Words matter. These are the best Dick Gephardt Quotes, and they’re great for sharing with your friends.
I was raised in a working class family of Baptist faith, and I went to college on a church scholarship where early teachings were reinforced. Abortion was wrong, I was taught.
You know, when you’re in public life, everything you do is out there. But I am proud to stand on my record.
I filed a brief as a friend of the court in the U. of Michigan to keep affirmative action at the U. of Michigan, which I attended the law school. And I was one of the original sponsors of making the Martin Luther King birthday a federal holiday.
I think in some cases busing did improve the situation in some areas; in some cases it didn’t. We had busing in St. Louis, and it has been ended and we are using other methods of trying to better integrate the schools.
Like father, like son, four years and this president is done.
Al Gore is a good man. He is a decent, caring man. He listens to his heart and his head. He loves his family.
Every proposal I’m making, every idea I’m advancing has a single, central purpose: to revive a failing economy and give working Americans the help and security they need.
The deficit only became a big problem in the Reagan-Bush years. For 12 years, Republican presidents talked about balancing the budget, but failed to propose one.
I’ve always had good energy; I’ve always had good health.
I’ve thought a lot about the world and how George Bush sees the world and it ain’t even close.
I led the fight for the Clinton health care plan in 1994. We failed. I learned from that experience. What I learned is you can’t pass a complicated government-run plan.
In 1993, as House Democratic Leader, I led the fight to pass the Clinton-Gore economic plan – a plan designed to slash the deficit, invest in education, cut taxes for working families, and ask the wealthy among us to pay their fair share… Not one Republican voted for that plan. They said it was a job killer.
One of the big mistakes Republicans made with the Contract with America is that they tried to do too much too fast, and people revolted against it.
I have been a long and strong supporter of civil rights in my whole career. I led the fight to get the voting rights act re-enacted. I have been a strong supporter of affirmative action. I believe in it strongly.
What we have is two important values in conflict: freedom of speech and our desire for healthy campaigns in a healthy democracy. You can’t have both.
I grew up in a household that was a labor household. My dad was a Teamster and a milk truck driver. My mother was a secretary. Neither of them got through high school. But they worked hard and they gave me very, very important opportunities to go to school, get a good education.
The people I’m honored to represent in Missouri and all over the country want leaders to address their kitchen table everyday problems.
My parents wanted me to be a Baptist minister. I was a youth minister in my church when I was still in college. And I was in a lot of theater in high school, and at Northwestern.
Life is the division of human cells, a process which begins at conception.
I think a lot of people think I was born in a blue suit, on the David Brinkley show. And that isn’t me. I am much more that kid who grew up in South St. Louis, in a very modest household, with a simple background with parents who didn’t get through high school.
If the economy is still going forward, even at 40 miles an hour, 50 miles an hour, I think most people will stick with President Obama. I think people look at politics like they hire a plumber. I hire you to fix the bad pipe. If you fix it, I’ll rehire you. If you don’t fix it, I’m not going to rehire you.
Democracy is interactive… It’s a constant job of information, education, explanation, listening, and interactive communication.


TASK REQUIREMENTS: Which of the lines below holds the string "Meno"? Copy every line that does.

AVAILABLE DATA:
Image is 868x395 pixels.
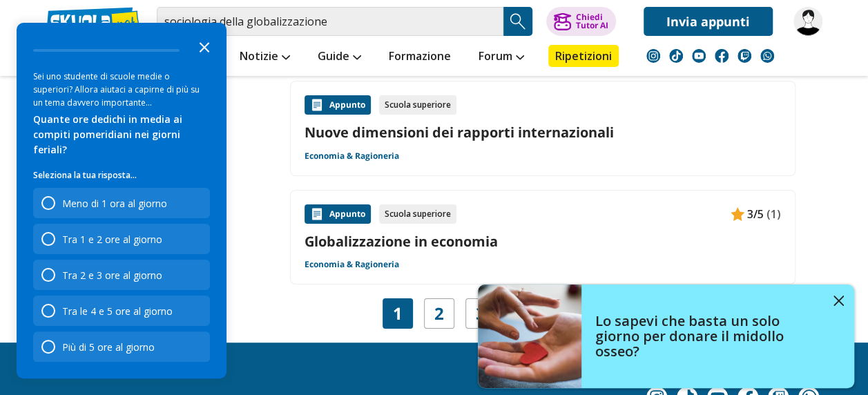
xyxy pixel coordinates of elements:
[33,224,210,254] div: Tra 1 e 2 ore al giorno
[314,45,365,70] a: Guide
[747,205,764,223] span: 3/5
[62,269,162,282] div: Tra 2 e 3 ore al giorno
[761,49,774,63] img: WhatsApp
[156,7,503,36] input: Cerca appunti, riassunti o versioni
[392,304,402,323] span: 1
[575,13,607,29] div: Chiedi Tutor AI
[475,45,528,70] a: Forum
[33,260,210,290] div: Tra 2 e 3 ore al giorno
[833,296,844,306] img: close
[290,298,796,329] nav: Navigazione pagine
[62,340,155,353] div: Più di 5 ore al giorno
[191,33,218,60] button: Close the survey
[478,284,854,388] a: Lo sapevi che basta un solo giorno per donare il midollo osseo?
[62,197,167,210] div: Meno di 1 ora al giorno
[305,232,781,251] a: Globalizzazione in economia
[33,188,210,218] div: Meno di 1 ora al giorno
[793,7,822,36] img: frapis71
[669,49,683,63] img: tiktok
[33,112,210,157] div: Quante ore dedichi in media ai compiti pomeridiani nei giorni feriali?
[16,23,226,379] div: Survey
[379,204,456,224] div: Scuola superiore
[730,207,744,221] img: Appunti contenuto
[766,205,781,223] span: (1)
[305,204,370,224] div: Appunto
[548,45,619,67] a: Ripetizioni
[595,314,823,359] h4: Lo sapevi che basta un solo giorno per donare il midollo osseo?
[692,49,706,63] img: youtube
[62,305,173,318] div: Tra le 4 e 5 ore al giorno
[62,233,162,246] div: Tra 1 e 2 ore al giorno
[476,304,485,323] a: 3
[305,259,399,270] a: Economia & Ragioneria
[33,331,210,362] div: Più di 5 ore al giorno
[305,151,399,161] a: Economia & Ragioneria
[310,207,324,221] img: Appunti contenuto
[305,95,370,115] div: Appunto
[434,304,444,323] a: 2
[310,98,324,112] img: Appunti contenuto
[305,123,781,142] a: Nuove dimensioni dei rapporti internazionali
[379,95,456,115] div: Scuola superiore
[647,49,660,63] img: instagram
[546,7,616,36] button: ChiediTutor AI
[33,70,210,109] div: Sei uno studente di scuole medie o superiori? Allora aiutaci a capirne di più su un tema davvero ...
[738,49,752,63] img: twitch
[715,49,729,63] img: facebook
[236,45,293,70] a: Notizie
[33,296,210,326] div: Tra le 4 e 5 ore al giorno
[385,45,454,70] a: Formazione
[503,7,533,36] button: Search Button
[33,169,210,182] p: Seleziona la tua risposta...
[643,7,773,36] a: Invia appunti
[507,11,528,32] img: Cerca appunti, riassunti o versioni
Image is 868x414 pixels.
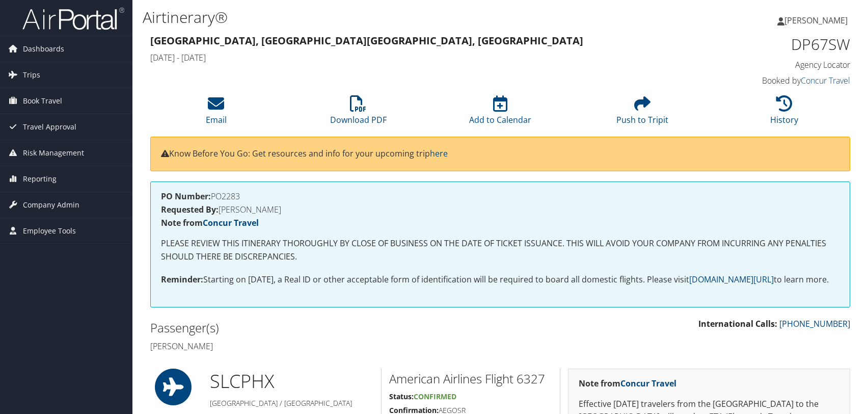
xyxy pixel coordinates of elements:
h2: Passenger(s) [150,319,492,336]
strong: International Calls: [698,318,777,329]
span: Employee Tools [23,218,76,244]
img: airportal-logo.png [22,6,124,30]
span: Company Admin [23,192,79,217]
h1: DP67SW [686,34,850,55]
span: Book Travel [23,88,62,114]
p: Know Before You Go: Get resources and info for your upcoming trip [161,148,839,160]
h1: SLC PHX [210,369,373,394]
a: [PERSON_NAME] [777,5,858,36]
a: Download PDF [330,101,387,125]
h4: [PERSON_NAME] [150,341,492,352]
h4: [DATE] - [DATE] [150,52,671,63]
p: Starting on [DATE], a Real ID or other acceptable form of identification will be required to boar... [161,273,839,286]
a: Push to Tripit [616,101,668,125]
span: Risk Management [23,140,84,166]
a: Concur Travel [800,75,850,86]
span: Reporting [23,166,57,192]
h1: Airtinerary® [143,6,619,28]
a: [PHONE_NUMBER] [779,318,850,329]
a: Add to Calendar [469,101,531,125]
strong: Note from [161,217,259,229]
span: Travel Approval [23,114,76,140]
a: History [770,101,798,125]
h2: American Airlines Flight 6327 [389,370,552,387]
span: Dashboards [23,36,64,62]
span: [PERSON_NAME] [784,15,848,26]
span: Trips [23,62,40,87]
h4: [PERSON_NAME] [161,205,839,213]
strong: Requested By: [161,204,218,215]
strong: Status: [389,391,414,401]
strong: Note from [578,378,676,389]
strong: Reminder: [161,273,203,285]
h4: Agency Locator [686,59,850,71]
a: Email [206,101,227,125]
strong: [GEOGRAPHIC_DATA], [GEOGRAPHIC_DATA] [GEOGRAPHIC_DATA], [GEOGRAPHIC_DATA] [150,34,583,47]
h4: Booked by [686,75,850,86]
a: Concur Travel [203,217,259,229]
a: [DOMAIN_NAME][URL] [689,273,774,285]
a: Concur Travel [620,378,676,389]
p: PLEASE REVIEW THIS ITINERARY THOROUGHLY BY CLOSE OF BUSINESS ON THE DATE OF TICKET ISSUANCE. THIS... [161,237,839,263]
a: here [430,148,447,159]
strong: PO Number: [161,191,211,202]
h5: [GEOGRAPHIC_DATA] / [GEOGRAPHIC_DATA] [210,398,373,408]
h4: PO2283 [161,192,839,201]
span: Confirmed [414,391,456,401]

TASK ANSWER:
[62,197,167,210] div: Meno di 1 ora al giorno
[33,188,210,218] div: Meno di 1 ora al giorno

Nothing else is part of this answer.